Yale data science spin-out Revolution Analytics acquired by Microsoft for unspecified sum.

Revolution Analytics, a Yale University data science spin-out, has been acquired by tech giant Microsoft for an unspecified sum.

Launched in 2007, Revolution has secured $38.7m in external funding. Intel Capital, the corporate venture capital arm of tech firm Intel, has been a repeat investor in the US-based firm, backing a series A in 2008 for an unspecified amount, and joining North Bridge Venture Partners in 2009 for a $16m series B. The firm held a series C with private backers in 2010 worth $13.4m, and North Bridge returned for a $7.3m round at the start of 2013. Revolution also secured $1.5m in debt financing in 2009.

Revolution is providing software and services based for R, a widely used open-source programming language for computing and predictive analytics. In a blog post, Joseph Sirosh, corporate vice president for machine learning at Microsoft, said the acquisition will better enable the firm to provide data insights and advanced analytics to customers.

Sirosh added: “Revolution Analytics provides an enterprise-class platform for the development and deployment of R-based analytic solutions that can scale across large data warehouses and Hadoop systems, and can integrate with enterprise systems. Its Revolution R product line, combined with its expert advisory services and training, help people and companies realize the potential of big data using sound statistical, scientific methodologies. Top customers include some of the world’s largest banks and financial services organizations, pharmaceutical companies, consulting services organizations, manufacturing and technology companies. Revolution Analytics is also an important part of the vibrant R community of over 2 million users worldwide. The company regularly contributes to open source R projects such as ParallelR, and RHadoop, and helps support more than 150 R user groups across the world.”

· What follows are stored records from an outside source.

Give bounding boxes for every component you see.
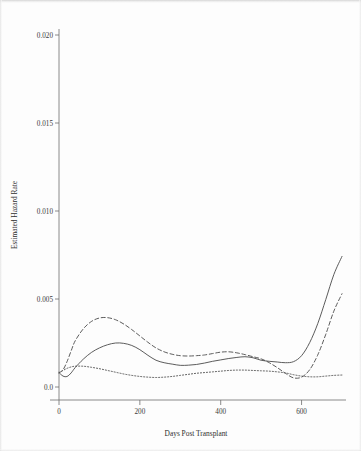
x-tick-label: 400 xyxy=(215,408,226,416)
figure-container: 0.00.0050.0100.0150.020 0200400600 Days … xyxy=(0,0,361,451)
y-tick-label: 0.005 xyxy=(37,296,54,304)
y-tick-label: 0.020 xyxy=(37,32,54,40)
y-tick-label: 0.0 xyxy=(44,384,53,392)
y-axis-title: Estimated Hazard Rate xyxy=(10,180,19,249)
y-axis-ticks: 0.00.0050.0100.0150.020 xyxy=(37,32,59,392)
x-tick-label: 0 xyxy=(57,408,61,416)
y-tick-label: 0.010 xyxy=(37,208,54,216)
curve-solid xyxy=(59,256,342,376)
curve-dotted xyxy=(59,366,342,377)
x-tick-label: 600 xyxy=(296,408,307,416)
x-tick-label: 200 xyxy=(134,408,145,416)
x-axis-ticks: 0200400600 xyxy=(57,400,307,416)
x-axis-title: Days Post Transplant xyxy=(165,429,229,438)
y-tick-label: 0.015 xyxy=(37,120,54,128)
curve-dashed xyxy=(59,294,342,379)
hazard-rate-line-chart: 0.00.0050.0100.0150.020 0200400600 Days … xyxy=(0,0,361,451)
chart-curves xyxy=(59,256,342,378)
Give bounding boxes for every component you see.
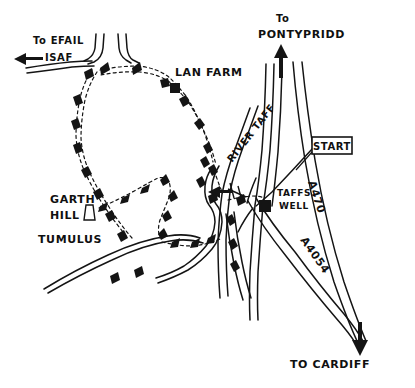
lan-farm-label: LAN FARM bbox=[175, 66, 243, 79]
arrow-to-pontypridd-icon bbox=[274, 44, 288, 78]
tumulus-label: TUMULUS bbox=[38, 233, 102, 246]
arrow-to-efail-isaf-icon bbox=[14, 53, 43, 65]
taffs-well-label-line2: WELL bbox=[279, 201, 309, 211]
lan-farm-marker bbox=[170, 83, 180, 93]
road-a4054 bbox=[248, 198, 363, 344]
to-cardiff-label: TO CARDIFF bbox=[290, 358, 370, 371]
to-efail-isaf-label-line2: ISAF bbox=[45, 52, 73, 63]
river-taff-main bbox=[250, 64, 275, 320]
taffs-well-label-line1: TAFFS bbox=[277, 188, 311, 198]
tumulus-marker bbox=[84, 205, 95, 220]
start-label: START bbox=[313, 141, 351, 152]
garth-hill-label-line1: GARTH bbox=[50, 193, 95, 206]
hand-drawn-map: START To EFAIL ISAF LAN FARM To PONTYPRI… bbox=[0, 0, 415, 388]
to-efail-isaf-label-line1: To EFAIL bbox=[33, 35, 84, 46]
to-pontypridd-label-line2: PONTYPRIDD bbox=[258, 28, 345, 41]
road-north-lane bbox=[84, 34, 104, 64]
taffs-well-marker bbox=[259, 200, 271, 212]
road-north-lane-east bbox=[118, 34, 139, 63]
to-pontypridd-label-line1: To bbox=[276, 13, 290, 24]
map-canvas: START To EFAIL ISAF LAN FARM To PONTYPRI… bbox=[0, 0, 415, 388]
trail-arrowheads bbox=[71, 62, 246, 284]
garth-hill-label-line2: HILL bbox=[50, 209, 80, 222]
a4054-label: A4054 bbox=[298, 234, 333, 276]
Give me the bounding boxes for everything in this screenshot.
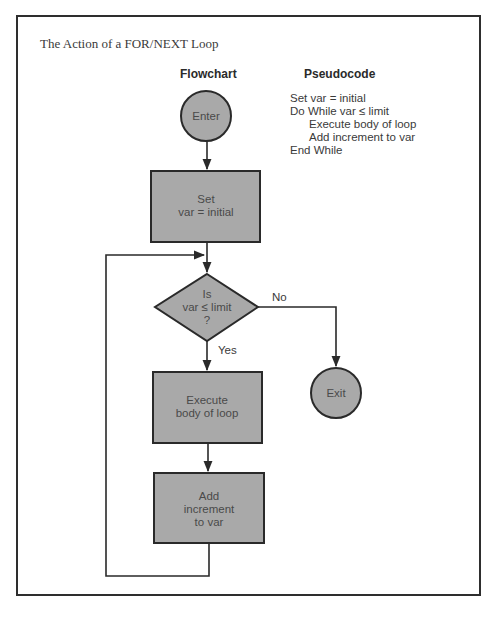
add-label-line3: to var	[195, 516, 224, 528]
yes-label: Yes	[218, 344, 237, 356]
execute-label-line1: Execute	[186, 394, 228, 406]
exit-node: Exit	[311, 368, 361, 418]
enter-node: Enter	[181, 91, 231, 141]
enter-label: Enter	[192, 110, 220, 122]
decision-label-line1: Is	[203, 288, 212, 300]
edge-decision-to-exit	[258, 307, 336, 366]
add-node: Add increment to var	[154, 473, 264, 543]
execute-label-line2: body of loop	[176, 407, 239, 419]
flowchart-diagram: Enter Set var = initial Is var ≤ limit ?…	[0, 0, 497, 617]
decision-label-line2: var ≤ limit	[182, 301, 232, 313]
add-label-line2: increment	[184, 503, 235, 515]
decision-label-line3: ?	[204, 314, 210, 326]
decision-node: Is var ≤ limit ?	[155, 274, 258, 341]
add-label-line1: Add	[199, 490, 219, 502]
set-label-line1: Set	[197, 193, 215, 205]
execute-node: Execute body of loop	[153, 372, 262, 443]
exit-label: Exit	[326, 387, 346, 399]
set-label-line2: var = initial	[178, 206, 233, 218]
no-label: No	[272, 291, 287, 303]
set-node: Set var = initial	[151, 171, 260, 242]
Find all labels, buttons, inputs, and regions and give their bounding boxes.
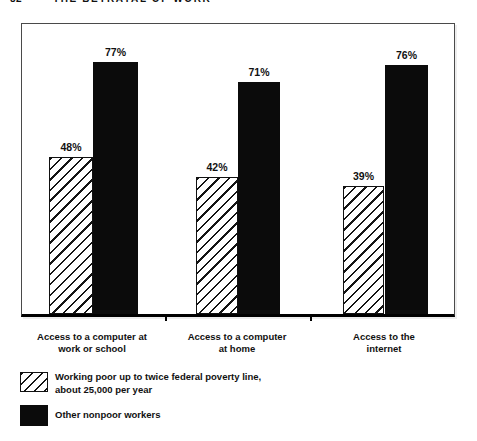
value-label-nonpoor-workers-0: 77%: [105, 46, 126, 58]
bar-working-poor-2: [343, 186, 384, 314]
category-label-0: Access to a computer atwork or school: [12, 331, 172, 355]
legend-item-nonpoor-workers: Other nonpoor workers: [20, 404, 161, 422]
value-label-nonpoor-workers-1: 71%: [248, 66, 269, 78]
chart-plot-area: 48%77%42%71%39%76%: [21, 23, 455, 317]
category-label-1: Access to a computerat home: [157, 331, 317, 355]
legend-label: Working poor up to twice federal poverty…: [55, 371, 261, 396]
value-label-nonpoor-workers-2: 76%: [396, 49, 417, 61]
category-divider-tick-1: [310, 316, 312, 321]
category-label-2: Access to theinternet: [304, 331, 464, 355]
scanned-book-page: 82 THE BETRAYAL OF WORK 48%77%42%71%39%7…: [0, 0, 477, 441]
value-label-working-poor-2: 39%: [353, 170, 374, 182]
running-title: THE BETRAYAL OF WORK: [53, 0, 211, 4]
value-label-working-poor-1: 42%: [206, 161, 227, 173]
category-divider-tick-0: [165, 316, 167, 321]
legend-label: Other nonpoor workers: [55, 409, 161, 422]
legend-swatch-hatched-icon: [20, 372, 48, 392]
legend-swatch-solid-icon: [20, 405, 48, 426]
bar-nonpoor-workers-0: [93, 62, 138, 314]
bar-nonpoor-workers-1: [238, 82, 280, 314]
page-number: 82: [10, 0, 22, 4]
value-label-working-poor-0: 48%: [60, 141, 81, 153]
bar-working-poor-1: [196, 177, 238, 314]
bar-working-poor-0: [49, 157, 93, 314]
running-header: 82 THE BETRAYAL OF WORK: [0, 0, 477, 7]
bar-nonpoor-workers-2: [385, 65, 428, 314]
legend-item-working-poor: Working poor up to twice federal poverty…: [20, 371, 261, 396]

David Smith, chief community officer at Revolution, also commented on the acquisition: “Microsoft might seem like a strange bedfellow for an open-source company, but the company continues to make great strides in the open-source arena recently. Microsoft has embraced Linux as a fully-supported operating system on its Azure cloud service. (CEO Satya Nadella proclaimed “Microsoft loves Linux” in foot-high letters at a press event back in October.) Microsoft supports Hadoop with Azure HDInsight and has partnered with Hortonworks to extend open-source Hadoop for the enterprise. (In 2013, Microsoft open-sourced REEF to provide a big-data analytics framework for YARN.)  The .NET Core is now open-source, providing an alternative developer framework to Java.”